Smart House

You

're on your way to work when suddenly you realize that once again you forgot to turn off the coffee pot. Turn around and head home and show up late at the office for the third time this month? Why not just use your mobile phone to tell the appliance to shut itself down? Later, when your boss isn't looking, you can use your office PC to monitor your child and the babysitter at home and even video-conference with your ailing out-of-town grandmother.

Driving home, your two-way wristwatch pager flashes a message from the refrigerator telling you that you're out of milk. You ignore it. The trash can has been keeping track of what you have been throwing out and has already placed an online order for delivery of refills. As you pull into the driveway your car alerts an electronic network in your home, activates lights and thermostats, and turns on the radio.

You decide not to go out tonight because so many indoor activities beckon. An intelligent navigator hooked up to your TV automatically downloaded your favorite show, and your computer is reminding you of an invitation to party in one of the hottest virtual clubs, where bouncers are replaced by extra password protection to keep out the untrendy.

Welcome to the networked home. Bill Gates spent millions to automate his. The rest of us won't. Over the next few years a panoply of new technologies promises consumers cheap and easy networks linking their PCs and any electronic device in the house. With that will come myriad services designed to turn today's couch potatoes into tomorrow's house potatoes.

Gates spent a bundle for digital artwork, but soon networked pictures will be commonplace. The charger for your mobile phone may come equipped with a picture frame that will house an ever-changing display of online photos e-mailed by family and friends. The webphone in your kitchen or the screen of your interactive television could be used for the same purpose.

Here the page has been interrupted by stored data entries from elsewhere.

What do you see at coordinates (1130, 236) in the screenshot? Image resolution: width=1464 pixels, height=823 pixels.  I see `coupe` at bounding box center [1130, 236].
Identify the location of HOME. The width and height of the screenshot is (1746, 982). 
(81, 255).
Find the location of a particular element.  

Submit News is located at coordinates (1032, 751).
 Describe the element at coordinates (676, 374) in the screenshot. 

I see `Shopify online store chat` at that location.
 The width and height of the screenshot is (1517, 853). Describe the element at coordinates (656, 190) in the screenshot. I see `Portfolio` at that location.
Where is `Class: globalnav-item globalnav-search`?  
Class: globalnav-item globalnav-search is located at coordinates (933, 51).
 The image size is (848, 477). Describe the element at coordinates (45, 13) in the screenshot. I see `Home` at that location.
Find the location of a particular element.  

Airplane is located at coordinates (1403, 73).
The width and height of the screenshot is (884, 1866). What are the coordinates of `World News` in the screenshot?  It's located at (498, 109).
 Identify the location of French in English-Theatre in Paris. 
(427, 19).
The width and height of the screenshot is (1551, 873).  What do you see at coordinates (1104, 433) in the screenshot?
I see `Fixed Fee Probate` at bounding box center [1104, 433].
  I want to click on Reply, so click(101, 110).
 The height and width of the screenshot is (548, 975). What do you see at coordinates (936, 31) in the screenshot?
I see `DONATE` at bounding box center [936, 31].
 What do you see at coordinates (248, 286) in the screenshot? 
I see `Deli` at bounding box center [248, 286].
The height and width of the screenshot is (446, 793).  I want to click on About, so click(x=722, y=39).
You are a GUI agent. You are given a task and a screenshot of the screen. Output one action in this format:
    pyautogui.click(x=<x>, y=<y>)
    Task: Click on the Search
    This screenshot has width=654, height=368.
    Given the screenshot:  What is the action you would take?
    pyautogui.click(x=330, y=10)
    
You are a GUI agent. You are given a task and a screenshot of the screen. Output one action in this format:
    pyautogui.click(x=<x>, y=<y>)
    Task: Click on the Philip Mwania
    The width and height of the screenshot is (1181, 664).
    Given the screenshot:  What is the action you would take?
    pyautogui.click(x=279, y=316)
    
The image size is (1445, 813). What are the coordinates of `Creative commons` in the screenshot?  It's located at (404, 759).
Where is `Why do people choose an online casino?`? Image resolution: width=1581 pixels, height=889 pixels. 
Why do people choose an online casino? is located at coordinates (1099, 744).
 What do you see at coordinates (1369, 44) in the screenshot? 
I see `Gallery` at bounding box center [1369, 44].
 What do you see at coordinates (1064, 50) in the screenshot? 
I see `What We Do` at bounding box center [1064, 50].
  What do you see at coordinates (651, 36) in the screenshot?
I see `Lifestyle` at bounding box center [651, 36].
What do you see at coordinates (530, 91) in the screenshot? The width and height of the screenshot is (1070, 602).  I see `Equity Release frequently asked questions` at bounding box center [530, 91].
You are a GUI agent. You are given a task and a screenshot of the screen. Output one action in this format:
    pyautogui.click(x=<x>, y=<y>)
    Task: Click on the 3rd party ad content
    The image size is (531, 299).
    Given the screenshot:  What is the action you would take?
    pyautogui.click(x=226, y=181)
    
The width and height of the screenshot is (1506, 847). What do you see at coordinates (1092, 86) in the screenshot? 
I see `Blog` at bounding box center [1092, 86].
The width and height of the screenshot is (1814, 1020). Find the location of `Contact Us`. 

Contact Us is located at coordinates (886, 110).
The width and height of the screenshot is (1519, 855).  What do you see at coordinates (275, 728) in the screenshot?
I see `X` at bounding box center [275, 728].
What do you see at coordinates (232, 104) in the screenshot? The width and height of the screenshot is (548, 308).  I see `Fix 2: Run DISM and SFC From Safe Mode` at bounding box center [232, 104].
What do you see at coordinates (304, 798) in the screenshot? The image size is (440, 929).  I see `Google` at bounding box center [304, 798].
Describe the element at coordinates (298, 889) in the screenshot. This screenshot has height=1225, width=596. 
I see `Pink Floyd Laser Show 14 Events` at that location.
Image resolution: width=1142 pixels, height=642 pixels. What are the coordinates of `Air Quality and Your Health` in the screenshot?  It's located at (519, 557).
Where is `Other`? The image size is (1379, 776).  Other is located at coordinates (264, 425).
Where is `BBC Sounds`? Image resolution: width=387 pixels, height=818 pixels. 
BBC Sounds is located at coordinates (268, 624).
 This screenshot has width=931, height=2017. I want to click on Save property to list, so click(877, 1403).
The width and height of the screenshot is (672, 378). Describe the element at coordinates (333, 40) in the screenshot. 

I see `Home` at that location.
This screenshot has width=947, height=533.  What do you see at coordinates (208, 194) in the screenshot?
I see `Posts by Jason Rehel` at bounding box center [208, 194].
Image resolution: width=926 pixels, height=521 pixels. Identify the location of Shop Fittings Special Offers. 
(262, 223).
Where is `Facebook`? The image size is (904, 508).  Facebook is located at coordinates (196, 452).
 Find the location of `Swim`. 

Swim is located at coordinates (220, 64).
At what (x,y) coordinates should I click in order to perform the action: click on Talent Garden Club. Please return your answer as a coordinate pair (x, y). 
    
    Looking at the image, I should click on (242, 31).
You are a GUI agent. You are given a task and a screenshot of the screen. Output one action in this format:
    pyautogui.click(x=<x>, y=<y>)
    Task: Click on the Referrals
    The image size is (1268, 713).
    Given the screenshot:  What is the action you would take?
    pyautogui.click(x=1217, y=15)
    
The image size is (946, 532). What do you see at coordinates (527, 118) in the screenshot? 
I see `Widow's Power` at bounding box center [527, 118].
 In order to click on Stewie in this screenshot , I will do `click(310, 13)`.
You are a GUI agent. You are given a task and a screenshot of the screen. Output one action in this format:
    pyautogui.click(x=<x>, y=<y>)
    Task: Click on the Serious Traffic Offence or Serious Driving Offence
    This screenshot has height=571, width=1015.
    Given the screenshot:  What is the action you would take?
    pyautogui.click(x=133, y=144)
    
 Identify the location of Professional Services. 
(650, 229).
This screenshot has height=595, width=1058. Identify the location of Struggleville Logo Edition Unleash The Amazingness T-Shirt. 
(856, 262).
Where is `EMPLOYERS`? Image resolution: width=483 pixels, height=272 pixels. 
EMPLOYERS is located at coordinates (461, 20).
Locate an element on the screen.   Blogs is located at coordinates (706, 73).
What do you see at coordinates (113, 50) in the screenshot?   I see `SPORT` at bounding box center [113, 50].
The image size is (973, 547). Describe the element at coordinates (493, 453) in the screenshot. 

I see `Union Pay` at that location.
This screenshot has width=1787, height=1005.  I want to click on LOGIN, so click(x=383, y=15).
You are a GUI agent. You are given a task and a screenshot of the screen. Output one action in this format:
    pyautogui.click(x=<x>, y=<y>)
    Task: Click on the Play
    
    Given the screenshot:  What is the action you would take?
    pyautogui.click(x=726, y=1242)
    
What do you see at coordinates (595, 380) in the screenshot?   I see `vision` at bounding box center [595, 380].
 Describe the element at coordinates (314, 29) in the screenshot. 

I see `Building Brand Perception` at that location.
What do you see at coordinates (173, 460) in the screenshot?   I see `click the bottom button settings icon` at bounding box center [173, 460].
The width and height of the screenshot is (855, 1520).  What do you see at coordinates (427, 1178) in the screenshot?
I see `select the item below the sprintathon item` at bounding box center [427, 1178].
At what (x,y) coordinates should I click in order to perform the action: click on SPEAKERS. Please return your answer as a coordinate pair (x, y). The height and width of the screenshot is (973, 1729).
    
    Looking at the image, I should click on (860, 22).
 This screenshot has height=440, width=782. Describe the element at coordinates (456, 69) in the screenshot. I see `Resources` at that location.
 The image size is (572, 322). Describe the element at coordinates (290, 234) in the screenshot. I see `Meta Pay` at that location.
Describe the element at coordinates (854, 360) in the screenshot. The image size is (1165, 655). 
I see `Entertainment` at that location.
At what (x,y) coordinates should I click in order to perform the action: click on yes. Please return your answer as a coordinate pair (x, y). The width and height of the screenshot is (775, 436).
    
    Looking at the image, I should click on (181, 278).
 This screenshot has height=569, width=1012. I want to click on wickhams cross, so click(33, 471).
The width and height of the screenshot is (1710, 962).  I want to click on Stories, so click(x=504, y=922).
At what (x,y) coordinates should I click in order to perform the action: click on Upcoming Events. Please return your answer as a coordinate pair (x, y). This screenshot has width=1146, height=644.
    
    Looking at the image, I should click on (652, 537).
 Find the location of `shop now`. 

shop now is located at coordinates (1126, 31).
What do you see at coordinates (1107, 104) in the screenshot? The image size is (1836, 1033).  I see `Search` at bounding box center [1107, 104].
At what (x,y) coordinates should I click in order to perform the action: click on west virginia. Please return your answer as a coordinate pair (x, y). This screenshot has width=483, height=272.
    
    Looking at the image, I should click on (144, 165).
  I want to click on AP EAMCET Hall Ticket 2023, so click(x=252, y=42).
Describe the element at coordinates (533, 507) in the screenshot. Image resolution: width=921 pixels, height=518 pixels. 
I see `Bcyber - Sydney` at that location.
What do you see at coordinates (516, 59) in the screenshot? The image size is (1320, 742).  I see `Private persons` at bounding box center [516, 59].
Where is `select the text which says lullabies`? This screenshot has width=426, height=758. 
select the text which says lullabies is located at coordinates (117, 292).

That's not all. Wireless technology installed in homes will enable portable devices--like pocket-sized electronic checkbooks, book-sized reading tablets and digital kitchen assistants--to interact. Egg-like devices may act as monitoring systems so we can see what is going on at home when we are not there. Dishwashers will e-mail their owners when their filters are clogged and repairmen will diagnose washing machine troubles online. A homeowner may even be able to e-mail appliances with an order to work together to ensure that the electricity bill stays below a certain sum per month.

The genie which will help make this possible is, well, Jini. But though it's pronounced the same way as the mythical spirit in a lamp, this one is software developed by Sun Microsystems. It is designed to enable any type of electronic device to interact and connect to the Internet. New local area networking technologies are also emerging, such as wireless and powerline connections, which allow consumers to link appliances without installing new wires.

The new home networking technologies will arrive just in time to link up with long-awaited high speed Internet connections. As more consumers move to faster, flat rate services such as those delivered via cable modem (see story, page TD18), they will leave the Internet on all the time, spawning a whole new category of services such as remote maintenance of home appliances and controlled energy consumption. And Internet access will increasingly come through the new breed of Net appliances (see story, page TD12).

By 2002, tech consultancy Gartner Group predicts, most people will no longer access the Web via PCs. Sun is now working with America Online and an as-yet-unnamed manufacturer to develop an "AOL anywhere" Internet appliance--a decision taken after an AOL poll revealed that 40% of subscribers bought expensive PCs only to e-mail and surf the Web.

Jini-enabled devices will share data and instructions via the Internet, a cable or an infrared light beam without the need for a PC. Until now, connecting devices like a mobile phone and a Palm Pilot required that their software and hardware be designed to work together. Given most devices weren't designed to interact, the only solution was to link up via a PC--a task requiring lots of patience and a computer engineering degree. Soon, with a $30 cable bought at a hardware store and a simple Jini adapter, a consumer could directly connect a new digital camera to an old printer and make it work. Jini software, announced in January, already has the backing of 37 technology and consumer electronics companies, such as Philips, Nokia, Ericsson and Bosch-Siemens.